U.S. Court of Appeals for the Ninth Circuit, 2006

United States v. Dominguez

United States v. Dominguez
U.S. Court of Appeals for the Ninth Circuit · Decided July 14, 2006 · Beezer, Bybee, Tallman
189 F. App'x 651

United States v. Dominguez

Opinion of the Court

MEMORANDUM *

Dominguez appeals her conviction for conspiracy to distribute a controlled substance, claiming that the court improperly admitted hearsay testimony and that the prosecution’s testimony about a contract with a paid informant was impermissible vouching. She also claims that counsel was constitutionally ineffective in failing, among other things, to ask for a limiting instruction to address the alleged hearsay testimony.

At trial, the informant testified that his girlfriend told him Dominguez was a drug runner. The court admitted the testimony over defendant’s objection because the testimony provided background information showing what the informant believed and why the DEA began investigating the case; it was not admitted to prove what Dominguez had done. The district court did not abuse its discretion. See United States v. Inadi, 475 U.S. 387, 398 n. 11,106 S.Ct. 1121, 89 L.Ed.2d 390 (1986) (noting that “statements [that] are not introduced to prove the truth of the matter asserted ... do not come within the traditional definition of hearsay”).

The government’s testimony about the informant’s contract with the Drug Enforcement Agency (DEA) was admissible. The testimony was only introduced after the defendant had attacked the informant’s credibility and questioned his motives in working with the DEA, and did not constitute vouching. See United States v. Necoechea, 986 F.2d 1273, 1276-78 (9th Cir. 1993); United States v. Monroe, 943 F.2d 1007,1014 (9th Cir. 1991).

Dominguez alleges several errors of counsel. We do not ordinarily hear such claims on direct appeal, but this record is sufficiently developed to assure us that the claims have no merit. United States v. Porter, 431 F.2d 7, 11 (9th Cir. 1970). We have reviewed Dominguez’s claims and will address only the most serious one here: that her counsel should have requested a limiting instruction under Federal Rule of Evidence 105, directing jurors to consider the informant’s statements as evidence of his knowledge rather than Dominguez’s criminal propensity. This may have been an omission on counsel’s part, but in light of the evidence of Dominguez’s guilt it did not “so undermine[] the proper functioning of the adversarial process that the trial cannot be relied on as having produced a just result.” Strickland v. Washington, 466 U.S. 668, 686, 104 S.Ct. 2052, 80 L.Ed.2d 674 (1984).

The judgment of the district court is AFFIRMED.

This disposition is not appropriate for publication and may not be cited to or by the courts of this circuit except as provided by 9th Cir. R. 36-3.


What you are asked to do
Once you find the line with "Where can I find car?", transcribe it and all the lines that follow to the end of the data, exactly as written; skip any pictures.

Records shown
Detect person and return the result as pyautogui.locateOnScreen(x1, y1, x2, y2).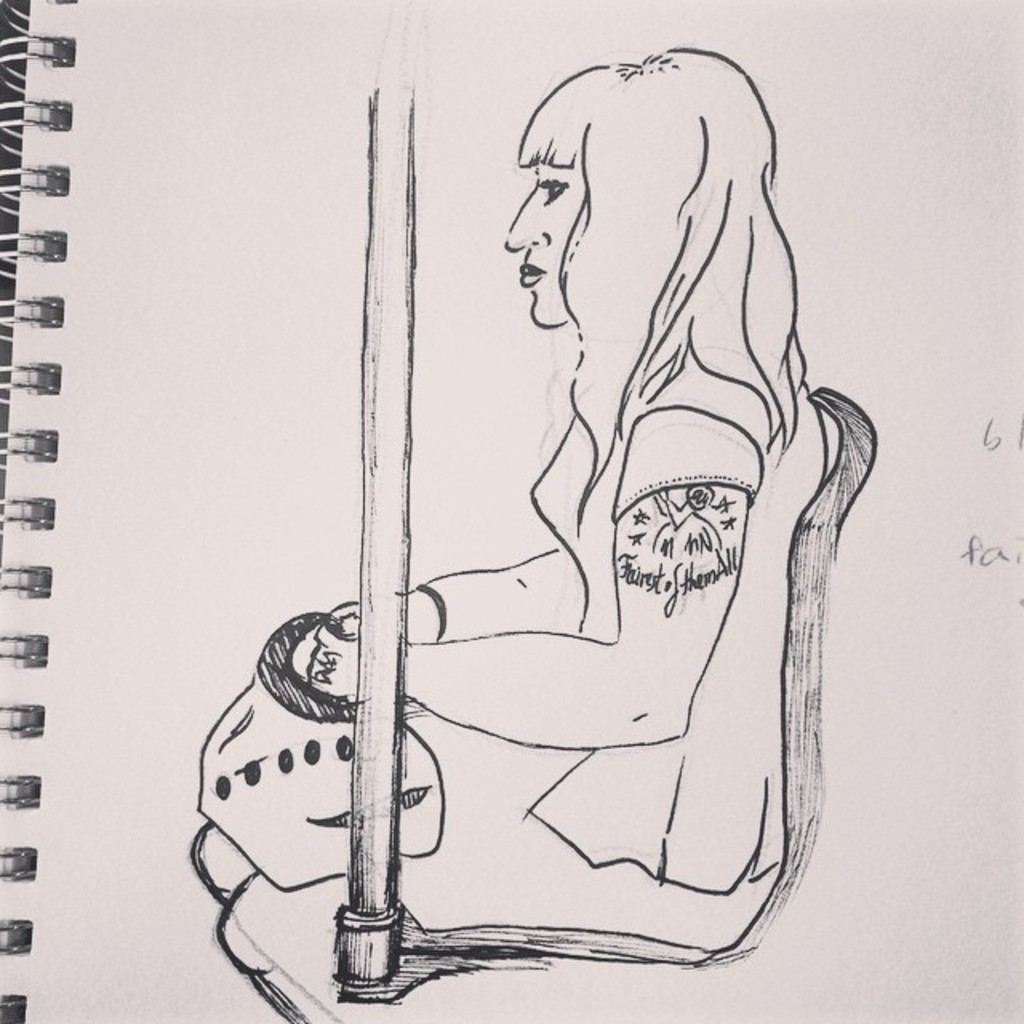
pyautogui.locateOnScreen(218, 66, 890, 973).
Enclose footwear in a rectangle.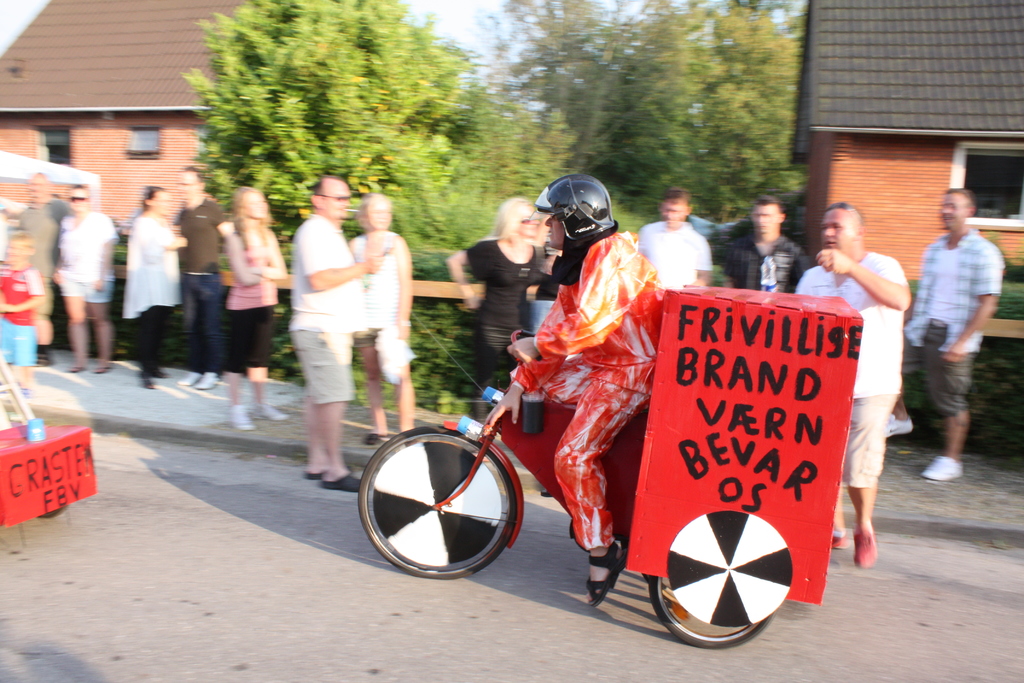
bbox(90, 365, 111, 375).
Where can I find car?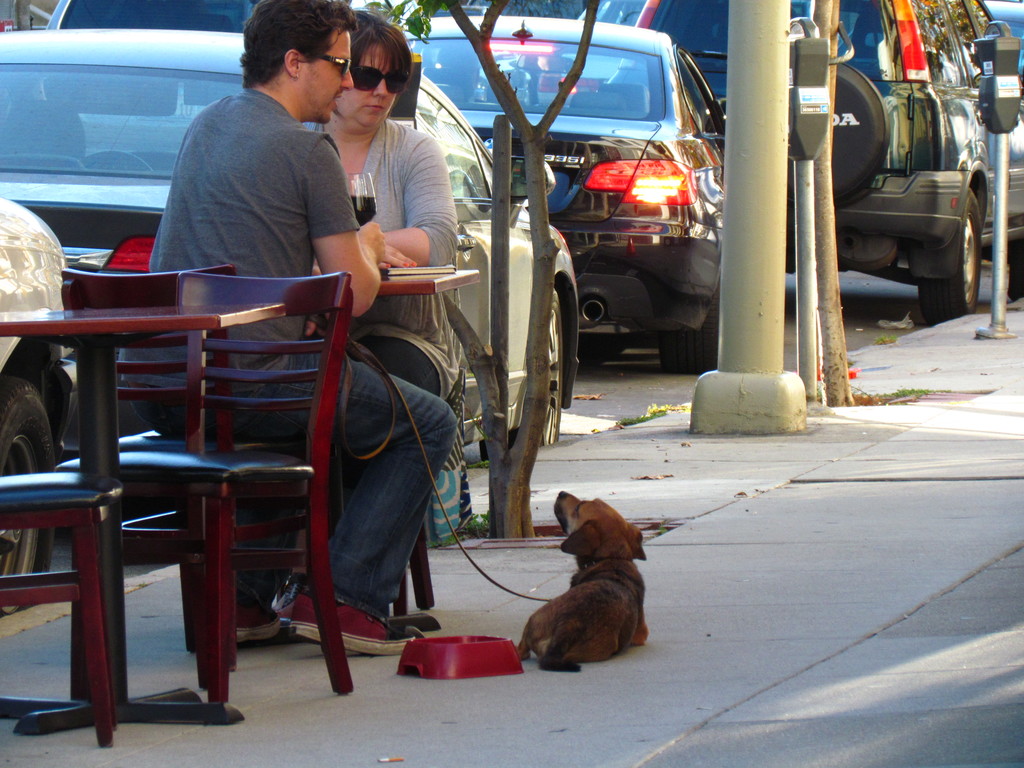
You can find it at {"x1": 630, "y1": 0, "x2": 1023, "y2": 320}.
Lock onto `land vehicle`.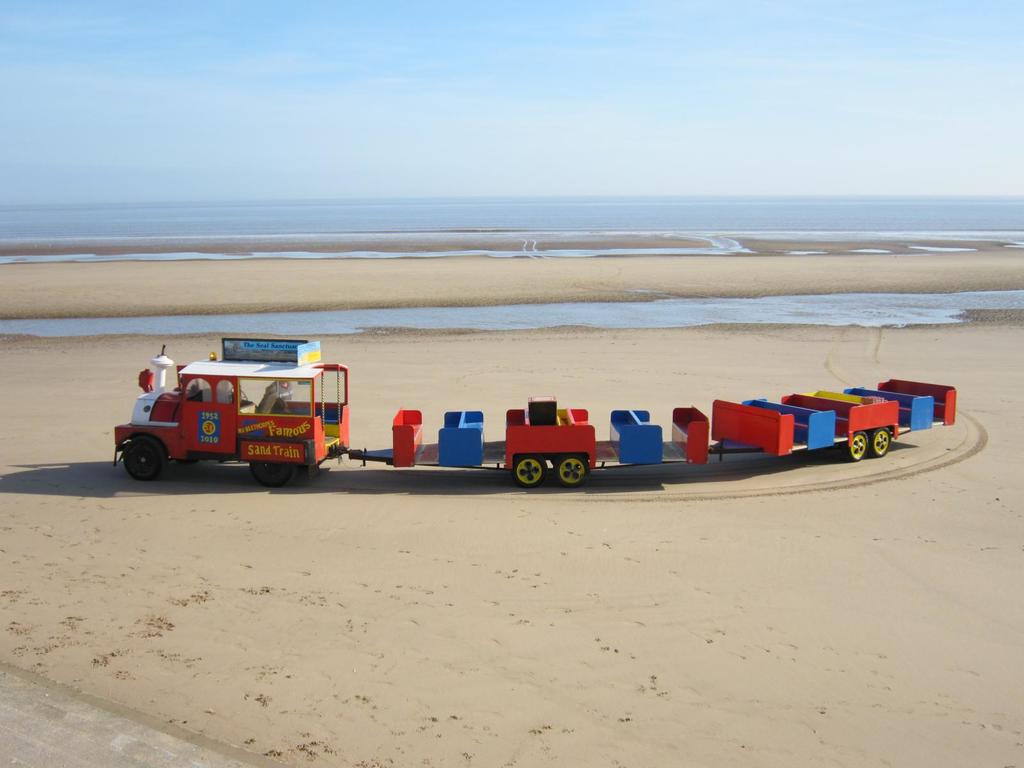
Locked: {"left": 248, "top": 372, "right": 915, "bottom": 489}.
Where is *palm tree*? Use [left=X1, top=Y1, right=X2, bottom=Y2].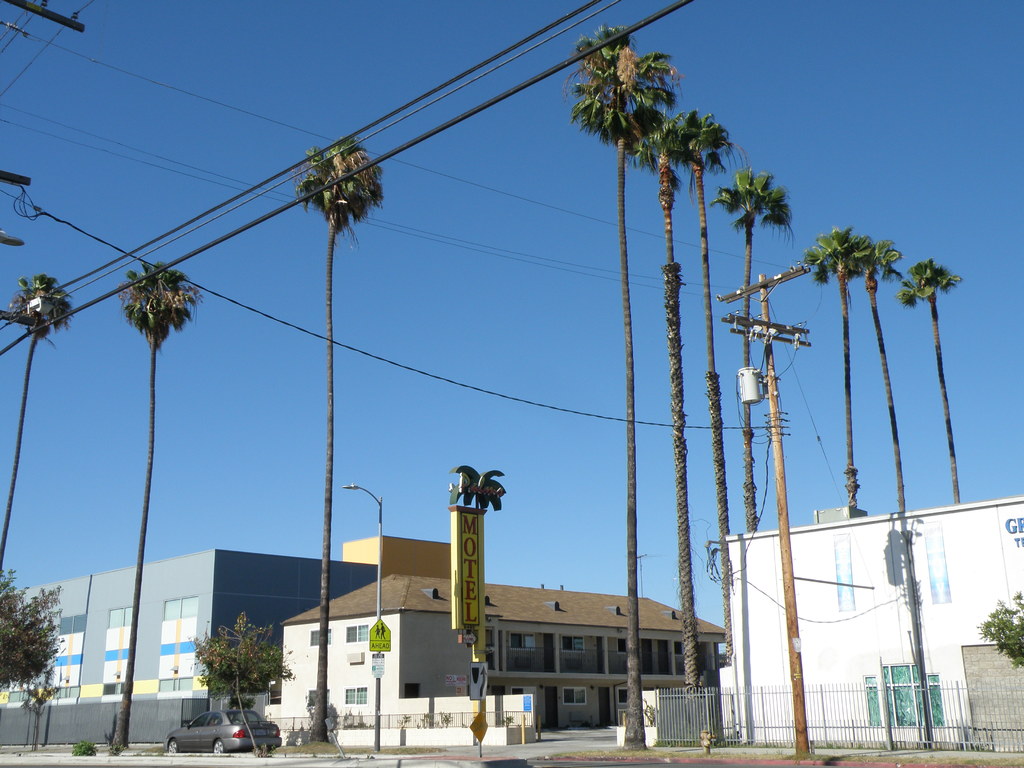
[left=910, top=266, right=963, bottom=465].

Your solution
Where can I find car?
You can find it at {"x1": 630, "y1": 0, "x2": 1023, "y2": 320}.
Lock onto `land vehicle`.
Locked: {"left": 248, "top": 372, "right": 915, "bottom": 489}.
Where is *palm tree*? Use [left=X1, top=Y1, right=X2, bottom=Y2].
[left=910, top=266, right=963, bottom=465].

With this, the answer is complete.